Senior investment experts this week cast doubt on the ability of recent listing reforms to attract new IPOs to London.
The changes—a loosening of rules for dual-class shares and the end of shareholder votes for significant transactions—went ahead last week, despite opposition from bodies such as the International Corporate Governance Network (ICGN), a body representing investment managers.
At the ICGN’s annual conference in London this week, speakers took aim at the reforms.
Jenn-Hui Tan, chief sustainability officer at fund manager Fidelity, said that Singapore and other Asian markets had introduced dual-class shares, but had failed to win IPOs from the US.
He argued that cherry picking US-style arrangements, such as dual class shares or high chief executive pay, would not guarantee success in winning IPO business back to London.

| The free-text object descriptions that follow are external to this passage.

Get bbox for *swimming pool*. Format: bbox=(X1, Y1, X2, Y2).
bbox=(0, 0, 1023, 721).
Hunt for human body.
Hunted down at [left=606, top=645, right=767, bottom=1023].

“The US is special for a whole constellation of factors,” he said, “not least the whole world’s reserve currency and having one of the most dynamic economies in the world.”
Tan was speaking in a session devoted to the subject of attracting IPOs to the UK and Europe in the face of enormous success in the US markets.

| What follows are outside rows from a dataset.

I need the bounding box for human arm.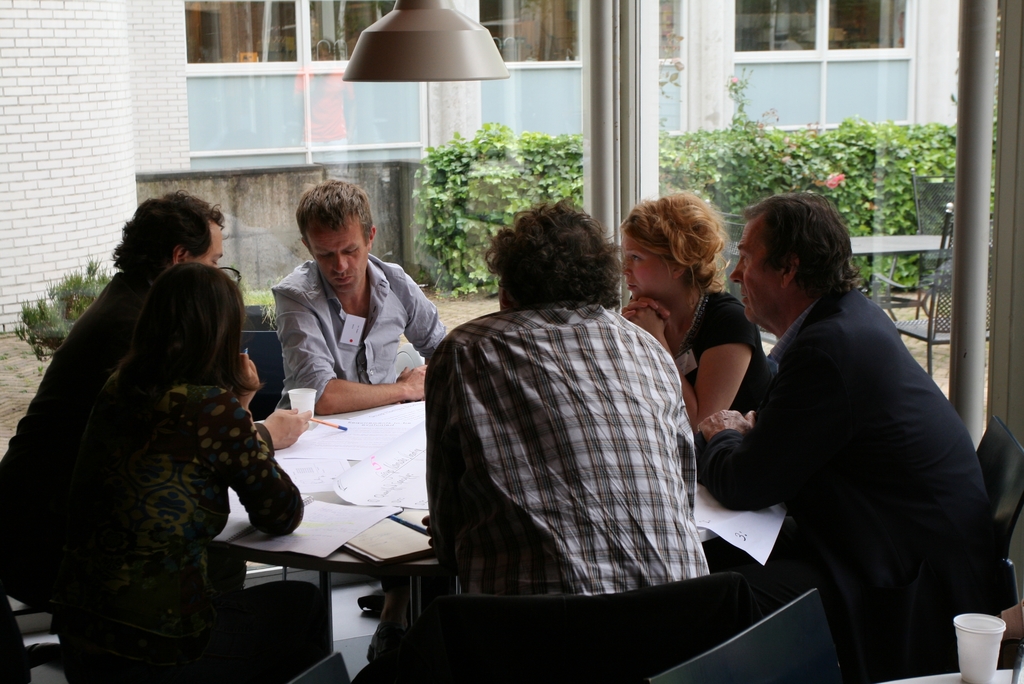
Here it is: pyautogui.locateOnScreen(702, 332, 769, 439).
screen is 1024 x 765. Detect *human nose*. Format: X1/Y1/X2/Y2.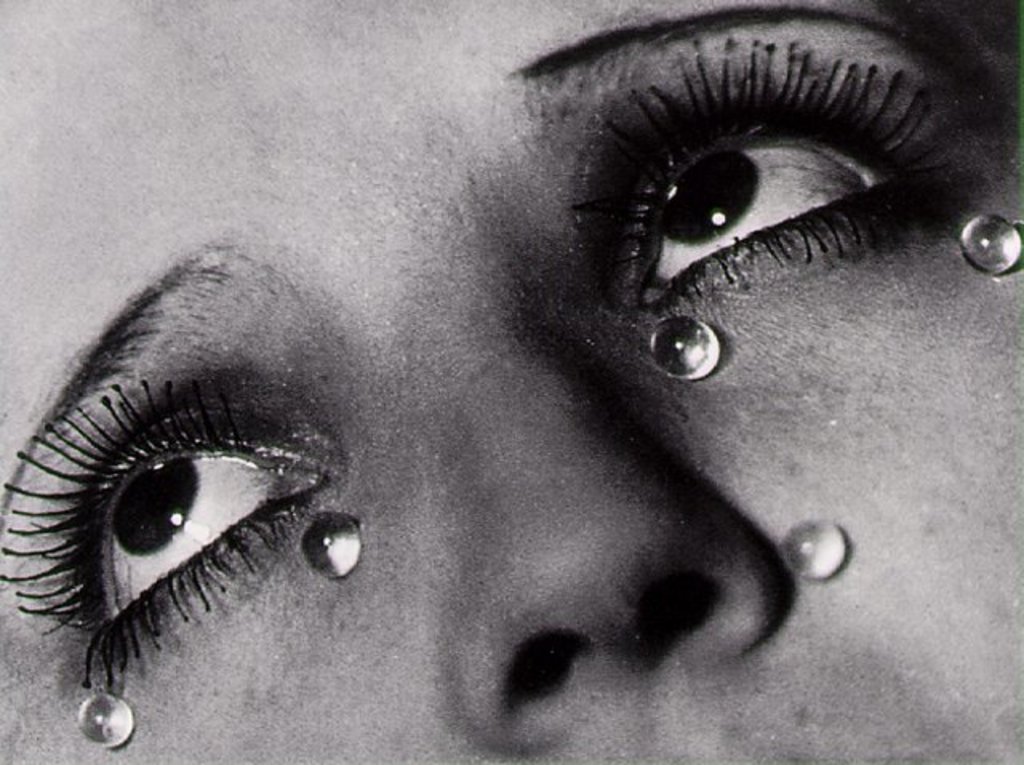
429/306/778/751.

Last week, within days of Labour taking over UK government after 14 years in opposition, the Financial Conduct Authority announced reforms that would end the use of sunset clauses for dual-class shares, and lift requirements for shareholder vote on qualifying transactions.
The ICGN caused anger in the City when, in June, it called for a halt to the listings reform, arguing that the FCA had failed to listen to investors’ concerns.
Listings fall
The reforms come at a time when there is deep concern about the number of listings in London compared with the US. The worries prompted a long-running lobbying campaign by the Capital Markets Industry Taskforce, a campaign body led by London Stock Exchange chief executive Julia Hoggett, which, in October last year, persuaded the then Conservative government to abandon planned new corporate reporting requirements.
Hoggett has also led efforts to talk up the need for higher levels of CEO pay as part of making the City more competitive. Her own boss, David Schwimmer, chief executive of the London Stock Exchange Group, saw his own pay significantly boosted this year.
In ICGN’s IPO discussion, Tan added that he thought “silver bullets” would not create new IPOs. “All it means is that your listings get transferred from one market to another.”
He argued the better way to view IPOs was to view them as part of a “broad, holistic” approaching to scaling SME in an economy. “That to me is the social purpose of having your own stock market,” Tan said.
The conference also heard of the need for the “consolidation” of European stock markets as part of the EU’s proposed Capital Markets Union.
Rients Abma, executive director of Eumedion, a body representing Dutch institutional shareholders, said: “If you are striving to be a real competitor to the US, I don’t think we should proceed with 27 individual exchanges. You have to create a deep, liquid equity market and therefore a precondition is real consultation within the stock exchanges.”